Punching out pretension

Adam Sandler, wise-ass everyman, revisits Frank Capra.

Jul 3, 2002 at 12:00 am

Mr. Deeds Goes To Town (1936) was Frank Capra’s 25th feature film and his first full-blown display of that sentimental populism which was to dominate his keynote movies and which was to become known, with varying degrees of fondness and derision, as Capra-corn. It tells the story of Longfellow Deeds (Gary Cooper), an unassuming, decent, average man who lives in the unassuming, decent, average small town of Mandrake Falls, and of how an unexpected inheritance of $20 million fails to change him. The movie is very much a Depression-era fantasy, aimed squarely at the have-nots, with its guileless hero winning out over the corrupt denizens of the big city, flummoxing the foolishly rich and the venally powerful, all while winning the heart of a cynical reporter played by Jean Arthur.

While the original was very much a period piece, a remake isn’t unthinkable; with a little tweaking of the details, the basic story of good triumphing over the malicious, a perennial crowd-pleaser, could still be effective. But in Mr. Deeds the tweaking has been done with a heavy hand — though a surprising amount of the screenplay Robert Riskin devised for Capra remains — with no thought of supplanting the original context with something resembling the present day.

Worse, the story has become a vehicle for Adam Sandler, a comic with a small, twitchy talent and zero charisma, who seems to have perfected two character modes: wise-ass and remorseful wise-ass. Gary Cooper was a relatively limited actor too, but his two perfected modes — stoic and innocent — were infused with a touching amount of sincerity. Sandler couldn’t convincingly do “sincerity” if you put a gun to his head. So the movie has a hollow center — Sandler does a dialed-down version of the guy who cracks wise while mouthing the more character-developing lines with all the brio of an actor auditioning for a part he figures he has no chance of getting.

In this version Longfellow Deeds, who runs a pizza parlor where he sometimes serves as his own delivery boy, inherits $40 billion rather than $20 million — and so his nonchalant reaction seems less a matter of having an enlightened grasp of what really matters in life than just basic insanity. But, then, Mandrake Falls circa 2002 is a never-never land where nobody leads a life of quiet desperation and everybody relishes their pointless existence. (One is reminded of the old “SNL” parody of Saturday Night Fever where one of the disco punks, blissfully bursting with self-satisfaction, blurts out, “Ah, to be young, stupid and have no future!”)

Once the premise is established, the movie proceeds using a kind of narrative shorthand, sans connective tissue and character development. Deeds the Good must do battle with Cedar the Bad (Peter Gallagher), who’s trying to take control of the corporation Deeds has inherited. He also has to contend with media mogul Mac (Jared Harris), who has assigned Pam Dawson (Winona Ryder) to worm her way into Deeds’ life in hopes of getting some juicy tabloid goodies. Hovering around the main story are two cameos. There’s a painfully unfunny one by Steve Buscemi as a wall-eyed cretin, and a rather amusing one by John Turturro as Emilio, a servant whom Deeds also inherits. Emilio has a non-gender-specific foot fetish and has developed his required deference to an almost supernatural level of sneakiness.

But what’s the point? In both versions of the film Deeds has a hobby of writing greeting-card doggerel, and in both versions there’s a scene where he’s encouraged to read his verse to a few big-city sophisticates who proceed to howl with laughter. Deeds tells his persecutors that if Miss Dawson wasn’t present he’d teach them a lesson — at which point Miss Dawson says, “Oh, I don’t mind.” He proceeds to punch their lights out. In the Cooper version, it’s a decent guy teaching some rude folk a lesson in manners. In the Sandler version, it’s an excuse to have an aggressive simpleton punch a fat opera singer in the gut.

By making all the cultured people in the film supercilious twits, it plays to those smoldering bad feelings we have about people who may be smarter or, God forbid, better off than us. Which, if the movie were only funnier, would probably be a very satisfying thing.

Richard C. Walls writes about film for Metro Times. E-mail him at [email protected].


What you need to do:
The records below must be written out exactly, with every picture left behind.

Dataset entries:
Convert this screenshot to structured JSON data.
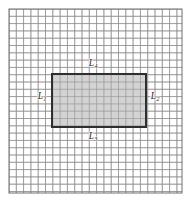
{
  "figure": {
    "background_color": "#ffffff",
    "frame": {
      "name": "outer-frame",
      "stroke_color": "#6f6f6f",
      "stroke_width": 1,
      "x": 9,
      "y": 9,
      "width": 173,
      "height": 184
    },
    "grid": {
      "name": "graph-paper-grid",
      "line_color": "#8d8d8d",
      "line_width": 0.75,
      "cell_size": 7.3,
      "columns": 23,
      "rows": 25
    },
    "region": {
      "name": "shaded-rectangle",
      "fill_color": "#c6c6c6",
      "fill_opacity": 0.78,
      "stroke_color": "#2f2f2f",
      "stroke_width": 2,
      "x": 52,
      "y": 74,
      "width": 94,
      "height": 53
    },
    "labels": [
      {
        "id": "label-L1",
        "name": "edge-label-L1",
        "base": "L",
        "subscript": "1",
        "edge": "left",
        "x": 42,
        "y": 97
      },
      {
        "id": "label-L2",
        "name": "edge-label-L2",
        "base": "L",
        "subscript": "2",
        "edge": "right",
        "x": 155,
        "y": 97
      },
      {
        "id": "label-L3",
        "name": "edge-label-L3",
        "base": "L",
        "subscript": "3",
        "edge": "bottom",
        "x": 93,
        "y": 137
      },
      {
        "id": "label-L4",
        "name": "edge-label-L4",
        "base": "L",
        "subscript": "4",
        "edge": "top",
        "x": 93,
        "y": 64
      }
    ]
  }
}
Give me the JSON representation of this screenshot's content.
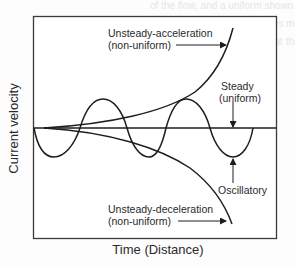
{
  "diagram": {
    "type": "velocity-vs-time-curves",
    "axes": {
      "x_label": "Time (Distance)",
      "y_label": "Current velocity"
    },
    "curves": [
      {
        "id": "acceleration",
        "label_line1": "Unsteady-acceleration",
        "label_line2": "(non-uniform)",
        "shape": "rising exponential"
      },
      {
        "id": "steady",
        "label_line1": "Steady",
        "label_line2": "(uniform)",
        "shape": "horizontal line"
      },
      {
        "id": "oscillatory",
        "label_line1": "Oscillatory",
        "shape": "sine wave"
      },
      {
        "id": "deceleration",
        "label_line1": "Unsteady-deceleration",
        "label_line2": "(non-uniform)",
        "shape": "falling exponential"
      }
    ],
    "colors": {
      "line": "#1e1e1e",
      "frame": "#3a3a3a",
      "background": "#fdfdfd"
    }
  },
  "background_text": [
    "of the flow, and a uniform shown in Figure",
    "action, the rate that the shows more strongly",
    "the which have respect to that the mode is"
  ]
}
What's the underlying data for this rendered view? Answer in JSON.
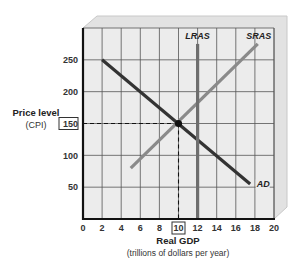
{
  "chart_data": {
    "type": "line",
    "title": "",
    "xlabel": "Real GDP",
    "xlabel_sub": "(trillions of dollars per year)",
    "ylabel": "Price level",
    "ylabel_sub": "(CPI)",
    "xlim": [
      0,
      20
    ],
    "ylim": [
      0,
      300
    ],
    "x_ticks": [
      0,
      2,
      4,
      6,
      8,
      10,
      12,
      14,
      16,
      18,
      20
    ],
    "y_ticks": [
      50,
      100,
      150,
      200,
      250
    ],
    "highlighted_x_tick": 10,
    "highlighted_y_tick": 150,
    "grid": true,
    "series": [
      {
        "name": "AD",
        "label": "AD",
        "color": "#333333",
        "points": [
          [
            2,
            250
          ],
          [
            17.5,
            55
          ]
        ],
        "label_pos": [
          18.4,
          55
        ]
      },
      {
        "name": "SRAS",
        "label": "SRAS",
        "color": "#8a8a8a",
        "points": [
          [
            5,
            80
          ],
          [
            18.3,
            275
          ]
        ],
        "label_pos": [
          18.4,
          285
        ]
      },
      {
        "name": "LRAS",
        "label": "LRAS",
        "color": "#6e6e6e",
        "points": [
          [
            12,
            0
          ],
          [
            12,
            275
          ]
        ],
        "label_pos": [
          12,
          285
        ]
      }
    ],
    "equilibrium": {
      "x": 10,
      "y": 150,
      "guides": "dashed"
    }
  },
  "labels": {
    "ylabel": "Price level",
    "ylabel_sub": "(CPI)",
    "xlabel": "Real GDP",
    "xlabel_sub": "(trillions of dollars per year)"
  },
  "colors": {
    "plot_background": "#ececec",
    "panel_border": "#c8c8c8",
    "grid": "#555555",
    "axis": "#111111"
  }
}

Written answer:
Convert this screenshot to structured JSON data.
{
  "figure": {
    "background_color": "#ffffff",
    "frame": {
      "name": "outer-frame",
      "stroke_color": "#6f6f6f",
      "stroke_width": 1,
      "x": 9,
      "y": 9,
      "width": 173,
      "height": 184
    },
    "grid": {
      "name": "graph-paper-grid",
      "line_color": "#8d8d8d",
      "line_width": 0.75,
      "cell_size": 7.3,
      "columns": 23,
      "rows": 25
    },
    "region": {
      "name": "shaded-rectangle",
      "fill_color": "#c6c6c6",
      "fill_opacity": 0.78,
      "stroke_color": "#2f2f2f",
      "stroke_width": 2,
      "x": 52,
      "y": 74,
      "width": 94,
      "height": 53
    },
    "labels": [
      {
        "id": "label-L1",
        "name": "edge-label-L1",
        "base": "L",
        "subscript": "1",
        "edge": "left",
        "x": 42,
        "y": 97
      },
      {
        "id": "label-L2",
        "name": "edge-label-L2",
        "base": "L",
        "subscript": "2",
        "edge": "right",
        "x": 155,
        "y": 97
      },
      {
        "id": "label-L3",
        "name": "edge-label-L3",
        "base": "L",
        "subscript": "3",
        "edge": "bottom",
        "x": 93,
        "y": 137
      },
      {
        "id": "label-L4",
        "name": "edge-label-L4",
        "base": "L",
        "subscript": "4",
        "edge": "top",
        "x": 93,
        "y": 64
      }
    ]
  }
}
Give me the JSON representation of this screenshot's content.
{
  "diagram": {
    "type": "velocity-vs-time-curves",
    "axes": {
      "x_label": "Time (Distance)",
      "y_label": "Current velocity"
    },
    "curves": [
      {
        "id": "acceleration",
        "label_line1": "Unsteady-acceleration",
        "label_line2": "(non-uniform)",
        "shape": "rising exponential"
      },
      {
        "id": "steady",
        "label_line1": "Steady",
        "label_line2": "(uniform)",
        "shape": "horizontal line"
      },
      {
        "id": "oscillatory",
        "label_line1": "Oscillatory",
        "shape": "sine wave"
      },
      {
        "id": "deceleration",
        "label_line1": "Unsteady-deceleration",
        "label_line2": "(non-uniform)",
        "shape": "falling exponential"
      }
    ],
    "colors": {
      "line": "#1e1e1e",
      "frame": "#3a3a3a",
      "background": "#fdfdfd"
    }
  },
  "background_text": [
    "of the flow, and a uniform shown in Figure",
    "action, the rate that the shows more strongly",
    "the which have respect to that the mode is"
  ]
}
What's the underlying data for this rendered view? Answer in JSON.
{
  "chart_data": {
    "type": "line",
    "title": "",
    "xlabel": "Real GDP",
    "xlabel_sub": "(trillions of dollars per year)",
    "ylabel": "Price level",
    "ylabel_sub": "(CPI)",
    "xlim": [
      0,
      20
    ],
    "ylim": [
      0,
      300
    ],
    "x_ticks": [
      0,
      2,
      4,
      6,
      8,
      10,
      12,
      14,
      16,
      18,
      20
    ],
    "y_ticks": [
      50,
      100,
      150,
      200,
      250
    ],
    "highlighted_x_tick": 10,
    "highlighted_y_tick": 150,
    "grid": true,
    "series": [
      {
        "name": "AD",
        "label": "AD",
        "color": "#333333",
        "points": [
          [
            2,
            250
          ],
          [
            17.5,
            55
          ]
        ],
        "label_pos": [
          18.4,
          55
        ]
      },
      {
        "name": "SRAS",
        "label": "SRAS",
        "color": "#8a8a8a",
        "points": [
          [
            5,
            80
          ],
          [
            18.3,
            275
          ]
        ],
        "label_pos": [
          18.4,
          285
        ]
      },
      {
        "name": "LRAS",
        "label": "LRAS",
        "color": "#6e6e6e",
        "points": [
          [
            12,
            0
          ],
          [
            12,
            275
          ]
        ],
        "label_pos": [
          12,
          285
        ]
      }
    ],
    "equilibrium": {
      "x": 10,
      "y": 150,
      "guides": "dashed"
    }
  },
  "labels": {
    "ylabel": "Price level",
    "ylabel_sub": "(CPI)",
    "xlabel": "Real GDP",
    "xlabel_sub": "(trillions of dollars per year)"
  },
  "colors": {
    "plot_background": "#ececec",
    "panel_border": "#c8c8c8",
    "grid": "#555555",
    "axis": "#111111"
  }
}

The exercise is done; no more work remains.